Near the end of the session, Little Guy has graduated from cooing to crying, and his mother has to stop to attend to him. I feel proud now to see Liv still conked out in her bouncy chair, nonethewiser.
I can't help but notice the Little Guy's cries--not exactly lusty, but more like little "wah's", almost polite.
"Liv will sleep though anything," I say.
"Uh oh," the Babysitter says ominously,"She's waking up."
I'm doing leg lifts and secretly mouthing to myself--"Please-let-me-get-to-my-left-side-please-let-me-get-to-my-left-side." I start picking up the pace, prompting the instructor to remind me to slow down.
"Didn't you nurse right before class?" I'm asked. I nod my head yes.
Then, it erupts. The babysitter provides 1.5 seconds of warning.
"Here she goes," she says.
"WAAAAAAAAAAAAAAAAAAAAAAAAAAAAAAAAAAAAAAAAAAAAAAAAAAHHHHHHHHHHHHHHHHHHH!"
I know that cry. It says, "You thought that 10 minutes of nursing would cut it? You silly, silly woman. I hate you Mommy! I hate you!"
"She's got lungs," I say, somehow needing to explain why my child could be a military weapon.
"Let's stop here," the instructor says. I get up and go to Liv.
"And you'll want to change that diaper," the babysitter says, "she just made a big one." For a second I think she's talking about me.
"She's quite the pooper," I say, inexpicably acknowledging that my child has a digestive system.
While the instuctor and the babysitter leave the room, I opt for the triage process for when she's screaming that I've honed over the past six weeks: Left boob, diaper change, right boob.
The other woman and I nurse our little ones, sharing notes on feeding and sleeping. She neatly packs her boobs in and places the Little Guy, now cooing, into his carrier.
"Maybe I'll see you next time," she says on her way out.
I smile back, not realizing that Liv has unlatched and milk is spewing out onto her face. I've forgotten my burp cloth in the diaper bag across the room and elect to collect milk in one hand, attempting to drop it into Liv's mouth and missing.
The instructor comes back to find I'm still there and leaves me to finish up. "Just close the door on your way out," she says. I nod and wave with my elbow. She doesn't know what I know is about to happen, looking down at Liv writhing. She will not be soothed today with extra boobage. She's tense, and my nipple is just a finger in the dyke.
She stays attached to me for 20 minutes and I start to get nervous--will the instructor come back to teach another session and find me here, milk stained and helpless? I apologize to Liv and pack her screaming into the baby carrier, realizing I've forgotten the "diaper" portion of my process.
"F&*$ it," I say to myself and shuffle back to my car.

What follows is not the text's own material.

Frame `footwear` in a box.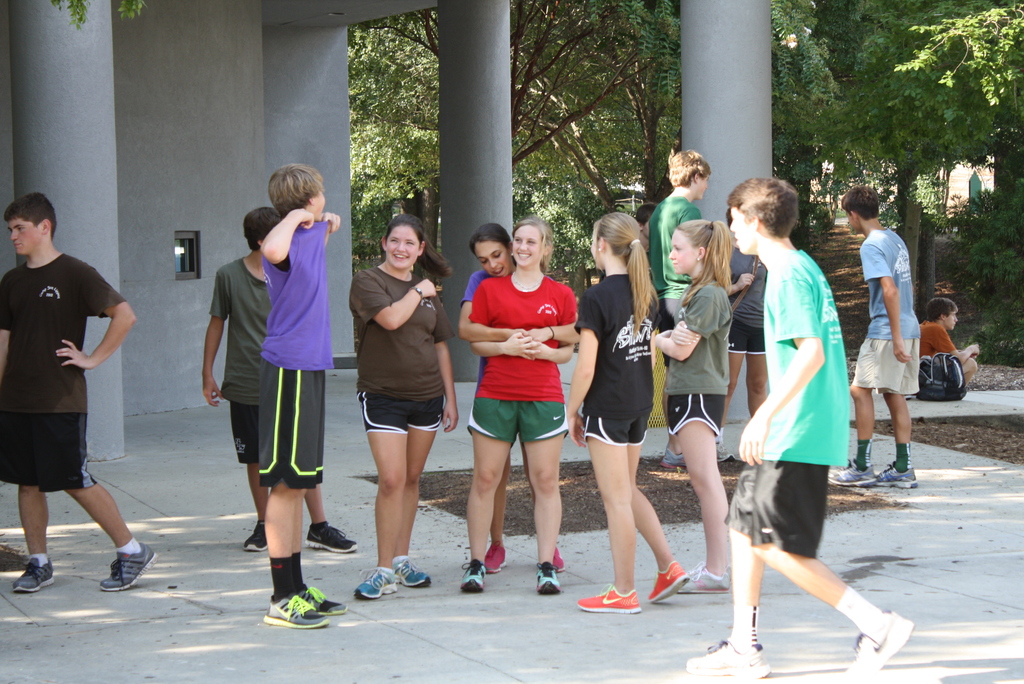
[657,449,698,466].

Liv screams most of the way back home. I try to make up for it by offering up more boobs. She'll nurse for a while, then fall asleep. And then H-band will come home and ask me what smells and ask me why I didn't change Liv's diaper. And I'll say I forgot and please don't lecture me. And he'll change his cooing daughter and remind me that she screams because she's wet.
But for now I'll look at her, and she'll take a break from nursing, look at me, and smile. It's the most beautiful smile in the world. From the most beautiful baby in the world.